Thread vs Process: What’s the Difference?

When you write software, you often want it to do multiple things at once.
This is where processes and threads come in — both allow concurrency, but in different ways.


What is a Process?

  • A process is an independent program running on your system.
  • Each process has:
    • Its own memory space.
    • Own resources (file descriptors, sockets).
    • At least one thread (the main thread).

Example:
If you open Chrome and VSCode, each one is a process.


What is a Thread?

  • A thread is a unit of execution inside a process.
  • All threads in the same process share:
    • Memory (heap, global variables).
    • Resources (open files).
  • But each thread has its own stack and execution state.

Example:
Chrome can have one thread for rendering a page, another for network requests, another for JavaScript.


Key Differences

AspectProcessThread
MemorySeparate for each processShared within a process
OverheadHigh (context switch expensive)Low (lightweight)
IsolationStrong (one crash doesn’t kill others)Weak (bug may affect all threads)
CommunicationInter-Process Communication (IPC)Shared memory
Creation speedSlowerFaster

Example in Code

Python multiprocessing

from multiprocessing import Process

def work():
    print("Process is running")

if __name__ == "__main__":
    p = Process(target=work)
    p.start()
    p.join()

When to Use

Processes

  • Good for CPU-heavy tasks.
  • Strong isolation.
  • More stable but heavier.

Threads

  • Good for I/O-bound tasks (networking, disk).
  • Faster communication.
  • More efficient but less safe.

Summary

  • Process = independent program with its own memory.
  • Thread = lightweight execution unit inside a process.
  • Use processes for isolation, threads for performance.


Only what runs from the line with "fetch bounding box of person." to the end of the data should appear in the answer, exactly as written and without pictures.

### SUPPLIED RECORDS ###

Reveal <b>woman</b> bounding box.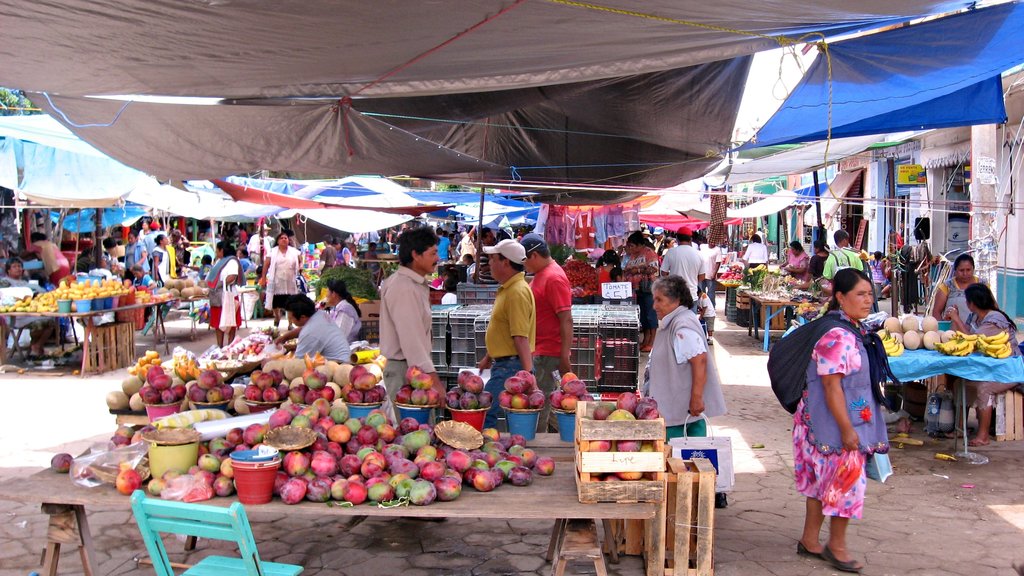
Revealed: [x1=1, y1=257, x2=56, y2=357].
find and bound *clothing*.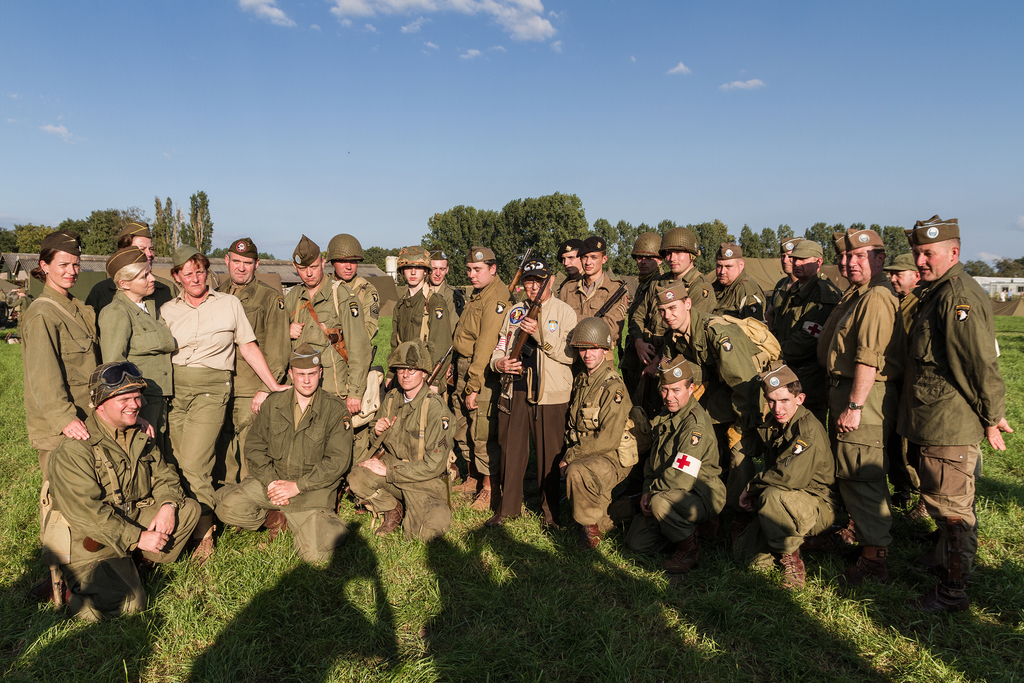
Bound: bbox(87, 278, 179, 441).
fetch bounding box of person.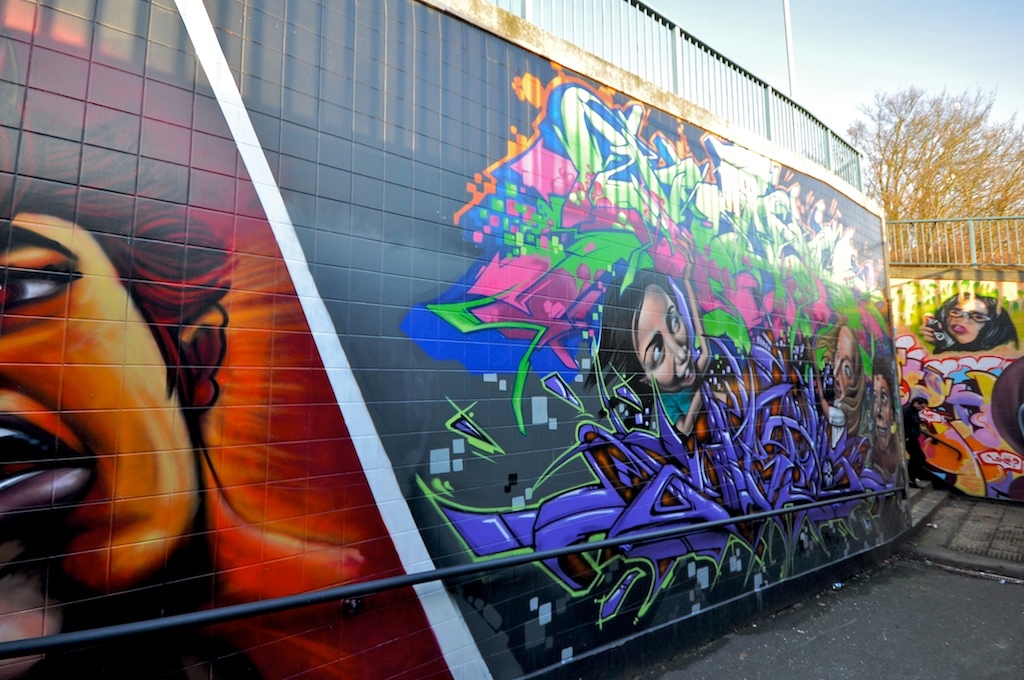
Bbox: 818 320 870 413.
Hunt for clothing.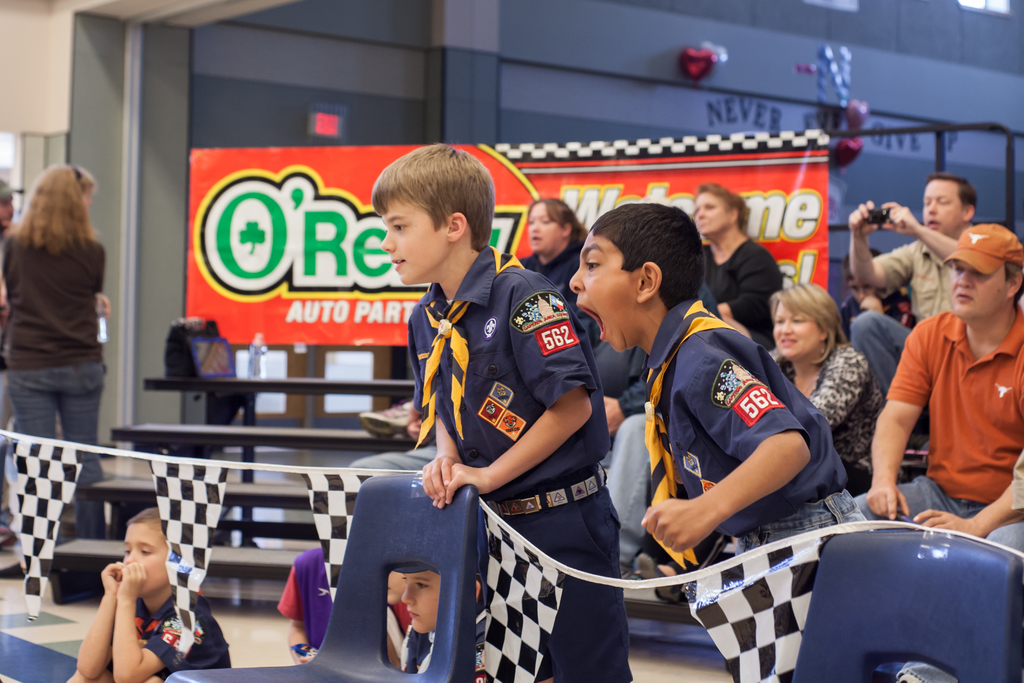
Hunted down at box(0, 229, 103, 547).
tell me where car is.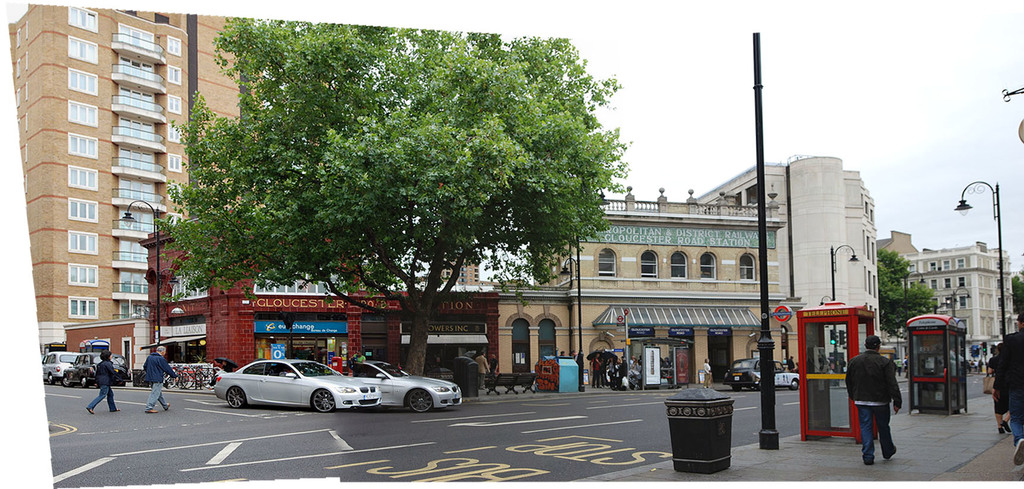
car is at [720,356,800,388].
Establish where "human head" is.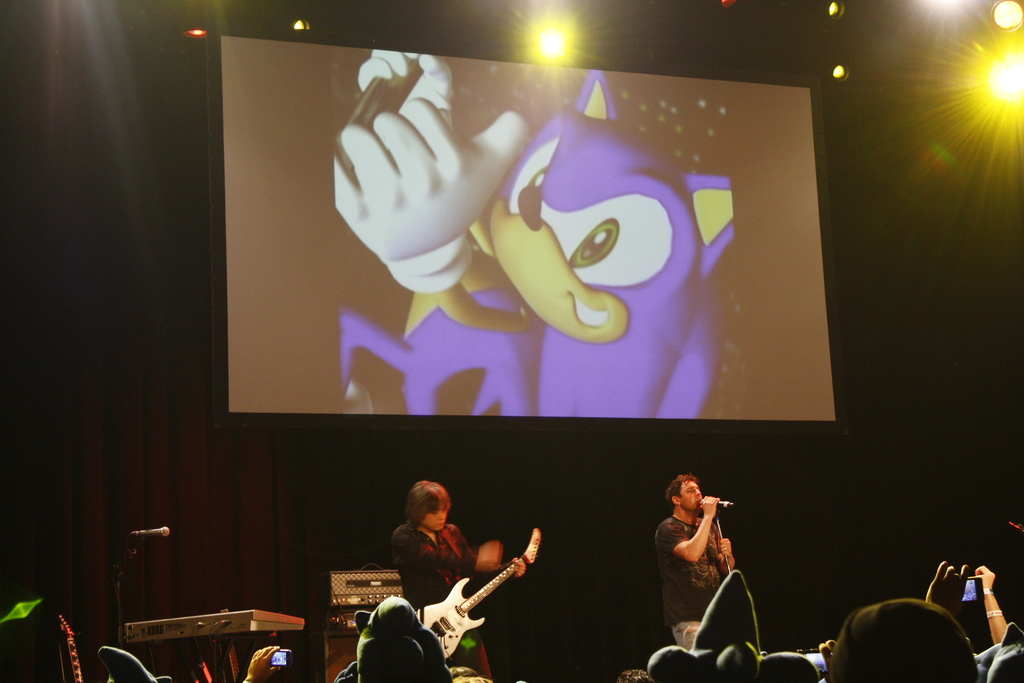
Established at <bbox>662, 477, 705, 509</bbox>.
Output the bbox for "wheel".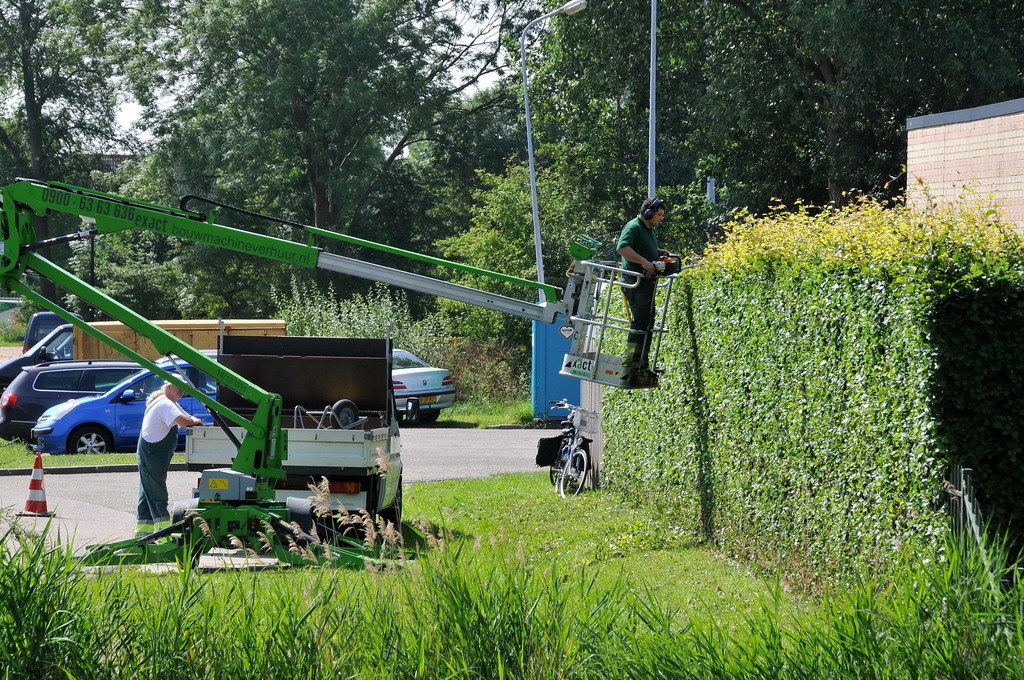
{"left": 548, "top": 422, "right": 600, "bottom": 499}.
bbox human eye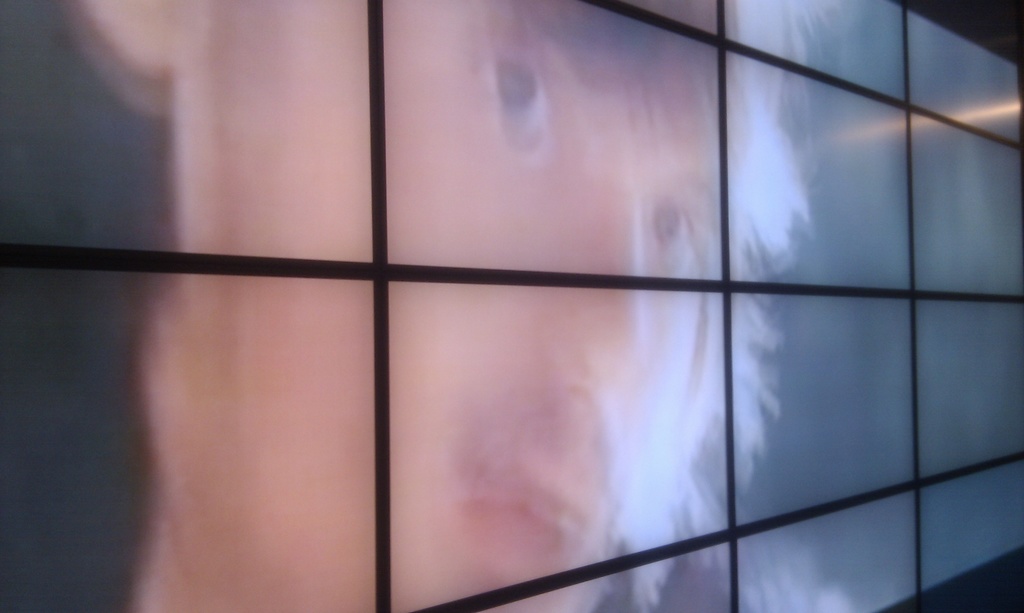
477,36,553,165
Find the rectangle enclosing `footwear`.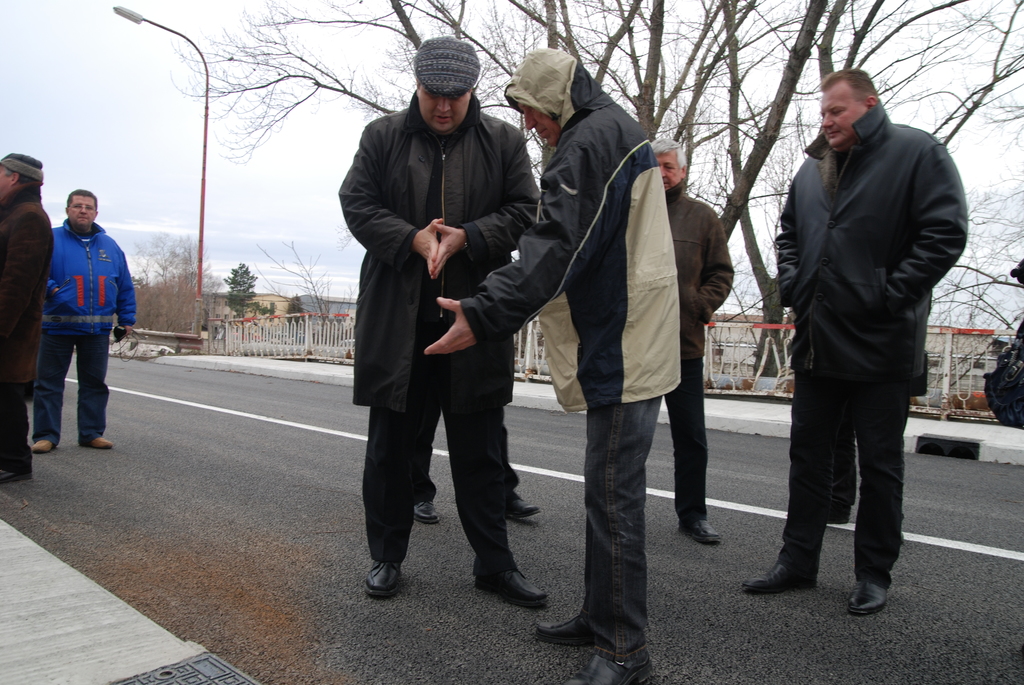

###

* _TASK OUTPUT_:
fetch bounding box of person.
Bbox: 818 320 870 413.
Hunt for clothing.
Hunted down at box(0, 229, 103, 547).
tell me where car is.
car is at [720,356,800,388].
Establish where "human head" is.
Established at <bbox>662, 477, 705, 509</bbox>.
Output the bbox for "wheel".
{"left": 548, "top": 422, "right": 600, "bottom": 499}.
bbox human eye
477,36,553,165
Find the rectangle enclosing `footwear`.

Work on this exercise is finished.